Stories
Slash Boxes
Comments

SoylentNews is people

posted by janrinok on Thursday May 07 2020, @05:52PM   Printer-friendly
from the challenging-times dept.
Uber lays off 3,700 people as its ride business craters:

Uber will lay off 3,700 people from its customer support and recruiting teams, the company announced in a Wednesday regulatory filing. That figure represents 14 percent of Uber's 26,900 employees, CNBC reports.

Uber has already frozen hiring, and CEO Dara Khosrowshahi will forego his salary for the remainder of the year, the company says.

The Information reported last week that Uber's ride bookings have fallen 80 percent from the same period a year earlier. Uber has tried to compensate by expanding its delivery business, launching two new services called Uber Connect and Uber Direct. But rides have historically been the largest part of Uber's business, making an 80 percent drop difficult to stomach.
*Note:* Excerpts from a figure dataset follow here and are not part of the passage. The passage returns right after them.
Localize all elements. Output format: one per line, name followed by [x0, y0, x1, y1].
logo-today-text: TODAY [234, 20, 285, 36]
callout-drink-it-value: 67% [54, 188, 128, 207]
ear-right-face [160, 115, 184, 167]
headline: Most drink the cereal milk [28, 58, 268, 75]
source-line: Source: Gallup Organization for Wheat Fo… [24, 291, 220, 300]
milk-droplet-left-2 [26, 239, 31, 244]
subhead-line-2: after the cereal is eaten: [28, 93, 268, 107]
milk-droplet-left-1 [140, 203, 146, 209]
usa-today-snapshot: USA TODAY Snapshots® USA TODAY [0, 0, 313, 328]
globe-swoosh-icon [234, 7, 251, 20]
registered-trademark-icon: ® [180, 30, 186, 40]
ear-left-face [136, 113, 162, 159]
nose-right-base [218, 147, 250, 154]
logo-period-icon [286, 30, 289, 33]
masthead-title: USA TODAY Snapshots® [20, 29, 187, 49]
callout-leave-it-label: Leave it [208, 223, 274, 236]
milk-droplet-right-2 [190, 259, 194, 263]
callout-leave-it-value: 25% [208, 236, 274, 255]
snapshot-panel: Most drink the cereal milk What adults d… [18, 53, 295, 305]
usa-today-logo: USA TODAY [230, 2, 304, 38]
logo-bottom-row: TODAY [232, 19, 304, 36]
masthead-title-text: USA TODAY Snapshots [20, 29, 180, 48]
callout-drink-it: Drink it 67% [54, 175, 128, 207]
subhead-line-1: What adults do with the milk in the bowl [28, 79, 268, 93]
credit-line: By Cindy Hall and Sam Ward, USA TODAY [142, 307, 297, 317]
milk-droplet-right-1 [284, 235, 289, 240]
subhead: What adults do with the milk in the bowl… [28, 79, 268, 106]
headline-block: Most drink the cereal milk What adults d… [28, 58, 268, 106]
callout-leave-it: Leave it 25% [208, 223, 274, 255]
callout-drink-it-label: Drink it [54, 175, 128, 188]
Last week, Uber's main US rival, Lyft, announced 1,000 layoffs—a 17-percent reduction of the company's workforce.


Original Submission

 
This discussion has been archived. No new comments can be posted.
Display Options Threshold/Breakthrough Mark All as Read Mark All as Unread
The Fine Print: The following comments are owned by whoever posted them. We are not responsible for them in any way.
  • (Score: 1) by khallow on Friday May 08 2020, @09:18PM

    by khallow (3766) Subscriber Badge on Friday May 08 2020, @09:18PM (#991810) Journal
    Roughly, $14,600 a year apiece (or almost $5 trillion a year over 330 million citizens) on top of all the other stuff that the US tries to do. How are we paying for that? Here's the scenario I'm envisioning for that: UBI Stall.
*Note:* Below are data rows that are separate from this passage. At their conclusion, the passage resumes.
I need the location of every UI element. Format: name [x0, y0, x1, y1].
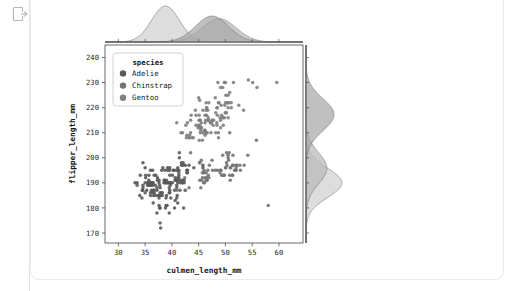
data-point [197, 138, 201, 142]
x-tick-label: 35 [141, 248, 150, 257]
data-point [275, 81, 279, 85]
data-point [147, 174, 151, 178]
data-point [176, 201, 180, 205]
x-tick-label: 45 [194, 248, 203, 257]
data-point [201, 108, 205, 112]
data-point [246, 154, 250, 158]
data-point [216, 113, 220, 117]
data-point [219, 118, 223, 122]
data-point [217, 136, 221, 140]
data-point [184, 189, 188, 193]
data-point [141, 161, 145, 165]
y-axis-title: flipper_length_mm [68, 104, 77, 184]
data-point [155, 189, 159, 193]
data-point [231, 154, 235, 158]
data-point [159, 226, 163, 230]
data-point [208, 164, 212, 168]
data-point [213, 96, 217, 100]
data-point [242, 108, 246, 112]
data-point [179, 181, 183, 185]
data-point [222, 123, 226, 127]
data-point [228, 179, 232, 183]
x-tick-label: 30 [114, 248, 123, 257]
jointplot-figure: 30354045505560170180190200210220230240cu… [45, 2, 375, 286]
data-point [157, 196, 161, 200]
data-point [235, 164, 239, 168]
data-point [151, 201, 155, 205]
data-point [141, 186, 145, 190]
data-point [181, 164, 185, 168]
data-point [173, 206, 177, 210]
data-point [210, 159, 214, 163]
x-tick-label: 50 [221, 248, 230, 257]
legend-label-chinstrap: Chinstrap [132, 81, 172, 90]
data-point [223, 103, 227, 107]
data-point [179, 131, 183, 135]
y-tick-label: 210 [86, 128, 99, 137]
data-point [239, 169, 243, 173]
data-point [226, 106, 230, 110]
data-point [217, 101, 221, 105]
right-marginal-kde [306, 45, 342, 243]
screenshot-root: 30354045505560170180190200210220230240cu… [0, 0, 519, 291]
y-tick-label: 230 [86, 78, 99, 87]
export-icon[interactable] [12, 6, 29, 22]
data-point [247, 78, 251, 82]
data-point [209, 131, 213, 135]
data-point [178, 151, 182, 155]
data-point [199, 186, 203, 190]
data-point [165, 179, 169, 183]
data-point [160, 169, 164, 173]
data-point [177, 171, 181, 175]
data-point [207, 101, 211, 105]
data-point [230, 106, 234, 110]
data-point [255, 86, 258, 90]
data-point [168, 191, 172, 195]
legend-title: species [132, 58, 163, 67]
data-point [176, 176, 180, 180]
data-point [154, 174, 158, 178]
data-point [232, 81, 236, 85]
x-tick-label: 40 [168, 248, 177, 257]
y-tick-label: 170 [86, 229, 99, 238]
data-point [198, 98, 202, 102]
data-point [186, 171, 190, 175]
data-point [143, 191, 147, 195]
data-point [189, 113, 193, 117]
data-point [196, 126, 200, 129]
data-point [203, 113, 207, 117]
legend-marker-adelie [120, 70, 126, 76]
data-point [207, 118, 211, 122]
data-point [168, 174, 172, 178]
data-point [226, 116, 230, 120]
data-point [201, 176, 205, 180]
data-point [175, 189, 179, 193]
data-point [215, 121, 219, 125]
y-tick-label: 220 [86, 103, 99, 112]
data-point [199, 131, 203, 135]
data-point [197, 113, 201, 117]
y-tick-label: 180 [86, 204, 99, 213]
data-point [224, 111, 228, 115]
data-point [149, 169, 153, 173]
data-point [167, 211, 171, 215]
data-point [225, 151, 229, 155]
data-point [178, 189, 182, 193]
data-point [200, 159, 204, 163]
data-point [230, 101, 234, 105]
data-point [183, 176, 187, 180]
data-point [216, 81, 220, 85]
y-tick-label: 240 [86, 53, 99, 62]
data-point [144, 176, 148, 180]
data-point [225, 161, 229, 165]
data-point [156, 179, 160, 183]
data-point [168, 169, 172, 173]
data-point [194, 113, 198, 117]
data-point [165, 194, 169, 198]
y-tick-label: 190 [86, 178, 99, 187]
data-point [169, 196, 173, 200]
data-point [226, 101, 230, 105]
data-point [155, 211, 159, 215]
data-point [214, 131, 218, 135]
data-point [149, 194, 153, 198]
    The bright bulbs trying to pay for this scheme will start with the usual taxing the rich. The rich will remove every asset that they can (often very easily since a good portion of them never lived in the US in the first place and already experienced with such things) with the early result that much of the expected tax base evaporates overnight. I figure they'll move on to the easy targets next - people who have jobs and of course, taxing the UBI itself say through sales and excise taxes. We'll probably see a lot of gimmicky taxes like sin taxes with a generous definition of what sin is.

    Corruption will of course get worse, since only the more fraudulent can promise that everything will get better and the gullible will vote for that to protect or even increase their UBI checks. Meanwhile, with the combo of people dropping out of the workforce and things just costing more due to higher labor costs, we'll see the peculiar phenomena of increasing amounts of money and work required to do even mundane things. This is the "stall", a sharp reversal in productivity coming as a combination of higher cost labor, business which relies on substantial government support and corruption instead of the providing of services to prosper, and government entities which grow ever less capable of fulfilling basic functions.

    I think the whole thing would end in a few years with a bout of austerity as external creditors impose a financial discipline of sorts, which would probably include a great curbing of the UBI, a moderate correction of the excesses of the past. Past that who knows? Civil war, mergers with other countries, or just another plodding country in the world are possible futures.